Tuesday, April 30, 2019

Poets and depression

As I don't care for poetry, I didn't know much about the late Les Murray, but heard on the radio this morning that he had suffered from depression for a long time as a younger man. Which made me think:  are my less-than-positive feelings about this art form because it seems to be the preferred artistic outlet  of angsty teens and (later) adults with depression? 

I don't know that I have really thought about this much before, but I see that the matter has been studied, particularly in relation to female poets.  From the Wikipedia entry on "The Sylvia Plath effect":
The Sylvia Plath effect is the phenomenon that poets are more susceptible to mental illness than other creative writers. The term was coined in 2001 by psychologist James C. Kaufman. This early finding has been dubbed "the Sylvia Plath effect", and implications and possibilities for future research are discussed...

In one study, 1,629 writers were analyzed for signs of mental illness. Female poets were found to be significantly more likely to experience mental illness than female fiction writers or male writers of any type. Another study extended the analysis to 520 eminent women (poets, fiction writers, non-fiction writers, visual artists, politicians, and actresses), and again found the poets to be significantly more likely to experience mental illness.[1]
 
In another study performed by the Department of Psychiatry at the University of Kentucky Medical Center, female writers were found to be more likely to suffer not only from mood disorders, but also from panic attacks, general anxiety, drug abuse, and eating disorders. The rates of multiple mental disorders were also higher among these writers. Although it was not explored in depth, abuse during childhood (physical or sexual) also loomed as a possible contributor to psychological issues in adulthood. The cumulative psychopathology scores of subjects, their reported exposure to abuse during childhood, mental difficulties in their mothers, and the combined creativity scores of their parents represented significant predictors of their illnesses. The high rates of certain emotional disorders in female writers suggested a direct relationship between creativity and psychopathology, but the relationships were not clear-cut. As the results of the predictive analysis indicated, familial and environmental factors also appeared to play a role.[5]

I see at Quora someone asks:

Do poets get depression or do depressed people write poetry?

Anyway,  Tim, you seem a jolly enough fellow whose poetry is not a downer.  But has anyone done a study on how much published poetry could be categorised as "cheerful" as opposed to "deals with a depressing subject" or at best "melancholic"?  

2 comments:

not trampis said...

Is it different to the overall population?

Can I confess I didn't like his poetry?

TimT said...

It's true, there are a lot of depressed poets. But you *do* see the same pattern in other professions: stand-up comedy is a good example. Maybe it's common right through the arts, though it tends to be more evident in poetry and writing and public speaking as those people tend to be more articulate about such things. (There are some very famous depressive politicians as well - Winston Churchill, Bob Hawke. I reckon in some years we might find that Barack Obama has something of a depressive temperament as well).

I don't quite agree with the terms of the Quora question - 'Do poets get depression or do depressed people write poetry?'. While it's evident that the profession is attractive for every new generation of Sylvia Plath's, occasionally a poet or writer will come along whose work will be so stunning and whose personality won't fit into any prescribed template.

For our generation, there have been poets like Sylvia Plath and Ginsberg.... that, coupled with the post-romantic conception of poetry as 'self-expression' and 'the description of emotion' ('emotion recalled in tranquility' is how Wordsworth put it) has attracted generations of troubled and angsty teens to the poetry cause. But. It doesn't have to be that way.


What is expected: Word for word, copy out the data below, omitting pictures.

The input:

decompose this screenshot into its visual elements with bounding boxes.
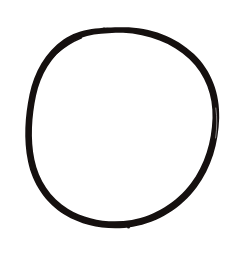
ink-nib-top <box>103 28 105 30</box>
ink-nib-bottom <box>127 226 130 229</box>
drawing-canvas: A single large hand-drawn circle outline… <box>0 0 240 266</box>
hand-drawn-circle-figure <box>0 0 240 266</box>
ink-nib-bottom-left <box>95 223 97 225</box>
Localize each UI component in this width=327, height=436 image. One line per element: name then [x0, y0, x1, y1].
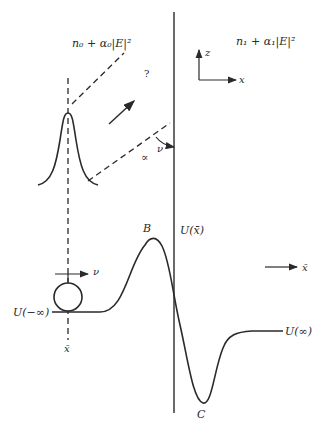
- trough-label-c: C: [197, 408, 206, 421]
- potential-curve: [52, 238, 283, 403]
- left-medium-label: n₀ + α₀|E|²: [72, 37, 131, 51]
- propagation-arrow-icon: [109, 101, 134, 124]
- particle-ball: [54, 283, 82, 311]
- left-asymptote-label: U(−∞): [13, 306, 49, 319]
- direction-arrow-label: x̄: [302, 262, 308, 273]
- velocity-label: ν: [93, 266, 99, 277]
- diagram-canvas: n₀ + α₀|E|² n₁ + α₁|E|² z x ? ν ∝ B U(x̄…: [0, 0, 327, 436]
- z-axis-label: z: [204, 47, 211, 58]
- potential-label: U(x̄): [180, 224, 204, 237]
- right-asymptote-label: U(∞): [285, 325, 312, 338]
- angle-alpha-label: ∝: [141, 151, 148, 164]
- x-axis-label: x: [239, 74, 245, 85]
- peak-label-b: B: [142, 222, 151, 235]
- upper-dashed-diagonal: [72, 53, 124, 104]
- unknown-marker: ?: [144, 68, 149, 79]
- angle-nu-label: ν: [157, 143, 163, 154]
- right-medium-label: n₁ + α₁|E|²: [236, 35, 295, 49]
- position-label: x̄: [64, 343, 70, 354]
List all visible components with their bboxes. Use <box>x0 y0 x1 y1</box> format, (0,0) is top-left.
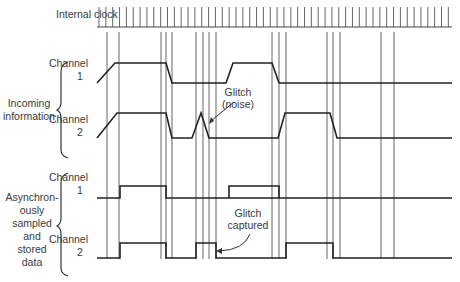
glitch-noise-arrowhead <box>209 117 214 124</box>
stored-channel-1-waveform-pulse-2 <box>229 186 279 198</box>
timing-diagram-canvas: Internal clock Channel 1 Channel 2 Chann… <box>0 0 460 282</box>
svg-text:2: 2 <box>77 246 83 258</box>
stored-channel-1-waveform <box>97 186 452 198</box>
svg-text:1: 1 <box>77 184 83 196</box>
stored-channel-2-waveform <box>97 243 452 258</box>
svg-text:and: and <box>23 230 41 242</box>
svg-text:captured: captured <box>228 219 269 231</box>
svg-text:Channel: Channel <box>49 233 88 245</box>
stored-channel-2-label: Channel 2 <box>49 233 88 258</box>
svg-text:2: 2 <box>77 126 83 138</box>
stored-brace <box>57 173 68 276</box>
incoming-channel-1-waveform <box>97 63 452 83</box>
svg-text:information: information <box>3 110 55 122</box>
svg-text:Channel: Channel <box>49 57 88 69</box>
svg-text:data: data <box>22 256 43 268</box>
svg-text:ously: ously <box>20 204 45 216</box>
incoming-information-label: Incoming information <box>3 97 55 122</box>
glitch-captured-arrow <box>219 234 250 251</box>
timing-diagram: Internal clock Channel 1 Channel 2 Chann… <box>0 0 460 282</box>
clock-label: Internal clock <box>56 8 119 20</box>
stored-data-label: Asynchron- ously sampled and stored data <box>5 191 59 268</box>
incoming-channel-2-waveform <box>97 113 452 138</box>
glitch-captured-annotation: Glitch captured <box>216 207 269 254</box>
svg-text:stored: stored <box>17 243 46 255</box>
incoming-brace <box>57 62 68 158</box>
svg-text:Glitch: Glitch <box>225 86 252 98</box>
svg-text:Channel: Channel <box>49 171 88 183</box>
svg-text:1: 1 <box>77 70 83 82</box>
svg-text:sampled: sampled <box>12 217 52 229</box>
clock-ticks <box>99 7 448 27</box>
glitch-captured-arrowhead <box>216 248 222 254</box>
svg-text:Incoming: Incoming <box>8 97 51 109</box>
incoming-channel-1-label: Channel 1 <box>49 57 88 82</box>
svg-text:Glitch: Glitch <box>235 207 262 219</box>
svg-text:Asynchron-: Asynchron- <box>5 191 59 203</box>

Answer:
decompose this screenshot into its visual elements with bounding boxes.
ink-nib-top <box>103 28 105 30</box>
ink-nib-bottom <box>127 226 130 229</box>
drawing-canvas: A single large hand-drawn circle outline… <box>0 0 240 266</box>
hand-drawn-circle-figure <box>0 0 240 266</box>
ink-nib-bottom-left <box>95 223 97 225</box>
Localize each UI component in this width=327, height=436 image. One line per element: name then [x0, y0, x1, y1].
- trough-label-c: C: [197, 408, 206, 421]
- potential-curve: [52, 238, 283, 403]
- left-medium-label: n₀ + α₀|E|²: [72, 37, 131, 51]
- propagation-arrow-icon: [109, 101, 134, 124]
- particle-ball: [54, 283, 82, 311]
- left-asymptote-label: U(−∞): [13, 306, 49, 319]
- direction-arrow-label: x̄: [302, 262, 308, 273]
- velocity-label: ν: [93, 266, 99, 277]
- diagram-canvas: n₀ + α₀|E|² n₁ + α₁|E|² z x ? ν ∝ B U(x̄…: [0, 0, 327, 436]
- z-axis-label: z: [204, 47, 211, 58]
- potential-label: U(x̄): [180, 224, 204, 237]
- right-asymptote-label: U(∞): [285, 325, 312, 338]
- angle-alpha-label: ∝: [141, 151, 148, 164]
- x-axis-label: x: [239, 74, 245, 85]
- peak-label-b: B: [142, 222, 151, 235]
- upper-dashed-diagonal: [72, 53, 124, 104]
- unknown-marker: ?: [144, 68, 149, 79]
- angle-nu-label: ν: [157, 143, 163, 154]
- right-medium-label: n₁ + α₁|E|²: [236, 35, 295, 49]
- position-label: x̄: [64, 343, 70, 354]
List all visible components with their bboxes. Use <box>x0 y0 x1 y1</box> format, (0,0) is top-left.
glitch-noise-arrowhead <box>209 117 214 124</box>
stored-channel-1-waveform-pulse-2 <box>229 186 279 198</box>
timing-diagram-canvas: Internal clock Channel 1 Channel 2 Chann… <box>0 0 460 282</box>
svg-text:2: 2 <box>77 246 83 258</box>
stored-channel-1-waveform <box>97 186 452 198</box>
svg-text:1: 1 <box>77 184 83 196</box>
stored-channel-2-waveform <box>97 243 452 258</box>
svg-text:and: and <box>23 230 41 242</box>
svg-text:captured: captured <box>228 219 269 231</box>
svg-text:Channel: Channel <box>49 233 88 245</box>
stored-channel-2-label: Channel 2 <box>49 233 88 258</box>
svg-text:2: 2 <box>77 126 83 138</box>
stored-brace <box>57 173 68 276</box>
incoming-channel-1-waveform <box>97 63 452 83</box>
svg-text:information: information <box>3 110 55 122</box>
svg-text:Channel: Channel <box>49 57 88 69</box>
svg-text:data: data <box>22 256 43 268</box>
svg-text:ously: ously <box>20 204 45 216</box>
incoming-information-label: Incoming information <box>3 97 55 122</box>
glitch-captured-arrow <box>219 234 250 251</box>
timing-diagram: Internal clock Channel 1 Channel 2 Chann… <box>0 0 460 282</box>
clock-label: Internal clock <box>56 8 119 20</box>
stored-data-label: Asynchron- ously sampled and stored data <box>5 191 59 268</box>
incoming-channel-2-waveform <box>97 113 452 138</box>
glitch-captured-annotation: Glitch captured <box>216 207 269 254</box>
svg-text:stored: stored <box>17 243 46 255</box>
incoming-brace <box>57 62 68 158</box>
svg-text:Glitch: Glitch <box>225 86 252 98</box>
svg-text:Channel: Channel <box>49 171 88 183</box>
svg-text:1: 1 <box>77 70 83 82</box>
svg-text:sampled: sampled <box>12 217 52 229</box>
clock-ticks <box>99 7 448 27</box>
glitch-captured-arrowhead <box>216 248 222 254</box>
svg-text:Incoming: Incoming <box>8 97 51 109</box>
incoming-channel-1-label: Channel 1 <box>49 57 88 82</box>
svg-text:Glitch: Glitch <box>235 207 262 219</box>
svg-text:Asynchron-: Asynchron- <box>5 191 59 203</box>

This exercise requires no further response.